Fixed-price makes budget planning possible. If you're raising a funding round on the basis of a product you're having built, you need to know what it costs. Hourly billing makes this impossible. Fixed-price gives you a number to put in your financial model.

The caveat: fixed-price only works when the scope is genuinely defined. For early-stage discovery work — building the first prototype, exploring what the product should be — hourly billing for a short engagement makes sense. Once you know what you're building, switch to fixed-price for delivery.

Why No-Code Is Cheaper Than Traditional Development (Even at Similar Rates)

The most common pushback on no-code development is the hourly rate: "I can find a software engineer for $90/hr — why would I pay the same for a no-code developer?" The answer is speed and total project cost, not hourly rate.

A traditional development team will spend weeks setting up infrastructure — CI/CD, server provisioning, auth systems, database migrations, deployment pipelines. A no-code team skips all of that. Supabase gives you auth, real-time, storage, and a PostgreSQL database in 15 minutes. WeWeb handles routing, state management, and responsive layouts without any bespoke code. The result is that the same product takes 3–5x fewer hours to build.

An app that takes a traditional development team 600 hours might take a no-code team 150–200 hours. At $100/hr, that's the difference between $60,000 and $15,000–$20,000. The no-code specialist could charge $200/hr and still be cheaper on a total project basis — which means the current market rates represent genuinely strong value for anyone who doesn't need a fully custom technical architecture.

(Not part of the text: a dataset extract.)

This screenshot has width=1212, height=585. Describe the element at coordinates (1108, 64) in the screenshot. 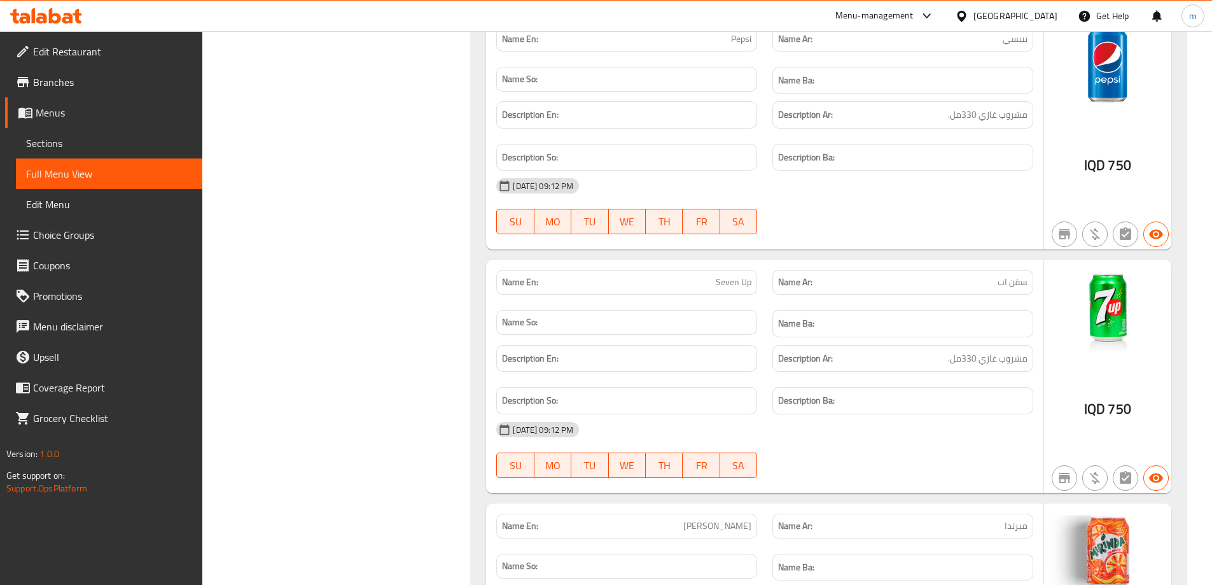

I see `img: Untitled_design_4638772771958810019.png` at that location.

The place no-code costs more than traditional development: at scale, when you hit the platform's limits and need to migrate. That migration cost is real and worth planning for — but it typically only comes into play when the product has achieved significant product-market fit and has the revenue to justify a rebuild.

How to Evaluate Value, Not Just Price

The worst outcome in hiring is paying the lowest rate for the lowest quality. A $50/hr developer who delivers an unmaintainable, insecure, slow app is not a bargain — they're a liability. Here's how to evaluate value:

Look at production apps, not portfolio sites. Any developer can build a beautiful portfolio. Check whether their listed projects are actually live and functioning. Interact with the apps. Test edge cases. Check mobile responsiveness. A live app that handles real users is worth 10 portfolio screenshots.

Ask for references and call them. Most hiring managers don't call references. The ones who do get disproportionately better information. Ask references specifically: "Did the project come in on time and on budget? Were there surprises? How did the developer handle problems?" The answers will tell you everything you need to know.

Run a paid trial before committing. A 5–10 hour paid trial project at the quoted rate gives you real data about speed, communication quality, and code structure. It is the single highest-ROI investment in the hiring process. Any good developer will accept this; developers who refuse often have something to hide about their working style.

If you want a shortcut, reach out to App Studio. We handle the vetting, project management, and delivery — and we quote fixed prices so there are no surprises.